When tests fail to load:

  1. Verify the imported file still exists.
  2. Verify relative path depth from the importing file.
  3. Check whether the repo relies on TS path aliases.
  4. Ensure Vitest/Vite resolves the same aliases as TypeScript.
  5. Fix the import/config issue before editing test assertions.

Never diagnose a suite-load error as a UI problem in the test explorer until the terminal runner is green.

Review checklist for new or changed tests

Before finalizing a patch, check all of these:

  • The test passes from the terminal runner.
  • Shared setup does not render unless every test needs the exact same initial DOM.
  • Template-bound values are not flipped after first render unless intentionally testing reactivity.
  • Spies/selectors/mocks are in their final state before render.
  • DOM queries happen after render.
  • Async strategy is consistent and minimal.
  • Console noise is not mistaken for a failing assertion.
  • The test name describes behavior, not implementation details.
  • Assertions are specific enough to catch regressions.
  • Production code was not weakened just to satisfy the test.

Output expectations

When using this skill, produce:

  1. A short diagnosis of the failure bucket.
  2. The smallest safe patch.
  3. A brief explanation of why the original pattern failed.
  4. A prevention note the team can reuse.

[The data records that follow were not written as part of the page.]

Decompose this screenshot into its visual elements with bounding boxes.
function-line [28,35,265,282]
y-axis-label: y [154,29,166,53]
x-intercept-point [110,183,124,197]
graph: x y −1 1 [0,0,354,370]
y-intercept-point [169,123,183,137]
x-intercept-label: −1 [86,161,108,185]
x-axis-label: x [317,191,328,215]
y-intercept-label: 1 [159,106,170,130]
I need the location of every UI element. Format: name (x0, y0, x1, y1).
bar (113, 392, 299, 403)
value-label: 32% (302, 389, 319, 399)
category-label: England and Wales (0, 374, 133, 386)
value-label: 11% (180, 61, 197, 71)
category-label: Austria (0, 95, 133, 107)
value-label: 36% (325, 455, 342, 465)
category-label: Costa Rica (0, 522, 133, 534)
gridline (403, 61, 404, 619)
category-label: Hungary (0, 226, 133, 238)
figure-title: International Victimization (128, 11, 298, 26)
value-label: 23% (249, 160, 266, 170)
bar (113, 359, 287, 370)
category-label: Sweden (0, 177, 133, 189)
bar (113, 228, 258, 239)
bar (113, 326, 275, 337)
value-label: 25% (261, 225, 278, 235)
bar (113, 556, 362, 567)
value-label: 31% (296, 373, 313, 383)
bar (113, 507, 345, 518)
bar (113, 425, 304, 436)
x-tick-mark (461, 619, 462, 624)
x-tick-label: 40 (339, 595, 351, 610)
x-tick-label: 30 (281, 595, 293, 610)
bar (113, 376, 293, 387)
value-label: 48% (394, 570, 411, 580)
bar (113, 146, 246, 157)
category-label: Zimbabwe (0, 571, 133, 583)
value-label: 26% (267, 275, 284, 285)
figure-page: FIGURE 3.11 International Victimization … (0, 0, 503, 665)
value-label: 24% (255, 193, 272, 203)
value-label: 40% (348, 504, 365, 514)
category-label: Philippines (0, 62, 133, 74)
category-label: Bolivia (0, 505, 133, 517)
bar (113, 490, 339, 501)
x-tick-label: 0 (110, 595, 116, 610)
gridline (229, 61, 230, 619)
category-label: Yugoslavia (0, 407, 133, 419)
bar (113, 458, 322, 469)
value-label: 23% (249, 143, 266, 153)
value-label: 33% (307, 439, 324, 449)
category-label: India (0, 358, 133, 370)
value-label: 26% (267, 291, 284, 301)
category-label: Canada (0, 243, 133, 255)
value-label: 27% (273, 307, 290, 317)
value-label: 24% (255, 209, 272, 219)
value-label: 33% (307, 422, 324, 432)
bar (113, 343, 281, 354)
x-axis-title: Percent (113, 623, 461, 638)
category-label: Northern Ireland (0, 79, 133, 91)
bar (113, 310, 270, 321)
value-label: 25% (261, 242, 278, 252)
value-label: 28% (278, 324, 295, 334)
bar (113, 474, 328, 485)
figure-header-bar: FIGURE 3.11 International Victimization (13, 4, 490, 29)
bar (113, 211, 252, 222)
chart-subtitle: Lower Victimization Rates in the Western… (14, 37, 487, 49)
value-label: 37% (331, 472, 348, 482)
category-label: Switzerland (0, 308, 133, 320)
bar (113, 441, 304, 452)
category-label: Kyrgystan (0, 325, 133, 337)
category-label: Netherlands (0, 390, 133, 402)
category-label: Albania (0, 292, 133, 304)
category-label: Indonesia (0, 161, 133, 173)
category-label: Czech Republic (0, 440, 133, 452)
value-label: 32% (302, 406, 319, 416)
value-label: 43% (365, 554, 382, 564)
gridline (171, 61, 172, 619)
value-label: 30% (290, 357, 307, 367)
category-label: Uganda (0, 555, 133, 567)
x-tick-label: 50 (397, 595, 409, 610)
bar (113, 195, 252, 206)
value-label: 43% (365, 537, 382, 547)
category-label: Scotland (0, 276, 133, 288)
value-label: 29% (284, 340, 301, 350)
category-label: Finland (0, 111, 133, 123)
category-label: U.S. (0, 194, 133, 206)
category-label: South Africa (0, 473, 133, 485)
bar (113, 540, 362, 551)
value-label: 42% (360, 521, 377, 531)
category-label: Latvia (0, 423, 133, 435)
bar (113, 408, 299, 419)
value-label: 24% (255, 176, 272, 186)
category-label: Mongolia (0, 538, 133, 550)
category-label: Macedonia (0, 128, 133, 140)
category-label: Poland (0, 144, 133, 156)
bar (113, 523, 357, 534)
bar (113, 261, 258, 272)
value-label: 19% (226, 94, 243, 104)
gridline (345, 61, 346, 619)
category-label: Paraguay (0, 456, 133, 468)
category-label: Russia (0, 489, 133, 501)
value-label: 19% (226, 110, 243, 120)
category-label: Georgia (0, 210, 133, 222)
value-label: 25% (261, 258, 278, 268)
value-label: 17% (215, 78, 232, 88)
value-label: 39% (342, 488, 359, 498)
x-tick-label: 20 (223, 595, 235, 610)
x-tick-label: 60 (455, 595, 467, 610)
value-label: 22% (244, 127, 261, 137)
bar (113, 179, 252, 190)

Preferred remediation language

Use wording like:

  • "Render after arranging final state."
  • "Remove shared detectChanges from beforeEach."
  • "This is a real assertion failure, not a Vitest Explorer failure."
  • "The suite is failing to load, so fix module resolution first."
  • "This test only needs the final rendered state; it does not need the full init/timer lifecycle."

When not to apply this skill

Do not use this skill for:

  • Cypress/Playwright end-to-end tests
  • API integration tests
  • broad test rewrites without a concrete failure or standardization goal
  • changes whose main purpose is snapshot churn or stylistic renaming

Reference files

See references/unit-test-checklist.md for a compact checklist teams can keep nearby.